The victims of Fujimorismo
Vigo, the human rights activist, was forcibly sterilised in 1996, whilst she was pregnant with her third child and had an emergency caesarean section.
“Right in the middle of Fujimori’s government, when I had the misfortune of falling victim to this family planning policy,” she said, “They delivered a premature baby, who died, and then they sterilised me, but they didn’t inform me or ask my consent, and they didn’t record it in my medical records. I only found out because I overheard the doctors.”
Vigo said the doctor never told her what he was going to do, but claimed he was “following orders from above.”

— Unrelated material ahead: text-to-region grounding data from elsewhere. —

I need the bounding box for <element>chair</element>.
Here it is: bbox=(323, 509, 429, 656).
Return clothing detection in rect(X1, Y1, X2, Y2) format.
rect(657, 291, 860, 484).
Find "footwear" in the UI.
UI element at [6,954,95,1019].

For Vigo, it was “a racist and colonialist policy, because this so-called family planning was only applied to one sector – the poorest areas and Quechua-speaking people” that was supported, in part by funds from USAID.
Through a university project investigating forced sterilisations, Vigo realised that her case was one among thousands. After years of legal proceedings, she managed to win her case and secure financial compensation. That is how her life as an activist began.

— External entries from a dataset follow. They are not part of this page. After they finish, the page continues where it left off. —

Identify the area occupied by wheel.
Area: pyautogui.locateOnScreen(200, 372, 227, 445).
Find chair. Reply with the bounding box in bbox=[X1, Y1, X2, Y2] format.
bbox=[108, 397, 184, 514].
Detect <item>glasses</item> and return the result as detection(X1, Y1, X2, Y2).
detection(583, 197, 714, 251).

As an activist, Vigo said, she has suffered threats and attacks including being labelled a terrorist. Originally from the northern town of Piura, Vigo now lives in Canada. “I received threats online, but later they turned into physical threats,” she said.
Fujimori as President, and an amnesty law falling into place, could herald a new era of impunity and revisionism. Trials for holding those accountable for the crimes committed during her father’s regime will likely stall, even as the new government will amplify narratives that downplay state violence and undermine the historical memory of those years in public education and civil society.
Vigo also fears for her children and for her fellow members of the Association of Women Survivors of Sterilisations in Peru, which she helped to found.
“They tell me: ‘We’re scared, Victoria, because now there might be problems with our families.’ I have to be careful now because they’re at risk. I understand them because my family has been under a lot of pressure in Peru up to now. My daughter tells me: ‘Mum, what’s happening is absolutely terrible’,” she said.
Vigo hopes to continue speaking out against the setbacks in human rights in her country from Canada. “Something I told the Canadian government was that the fact I am seeking asylum here, because I do not feel safe in my country, is because I want to keep helping; I will carry on from here and they will not silence me.”
Dacil Lanza is a journalist specialising in international politics, currently working for France 24 in Spanish. She contributes and has contributed to media outlets such as the Italian daily Il Manifesto, the magazine Nueva Sociedad and Cenital, amongst others. In Argentina, she worked for the Télam news agency and El Destape. She has reported from Brazil, Chile, Colombia and Spain, as well as from countries in the Middle East, including Israel, Palestine and Egypt.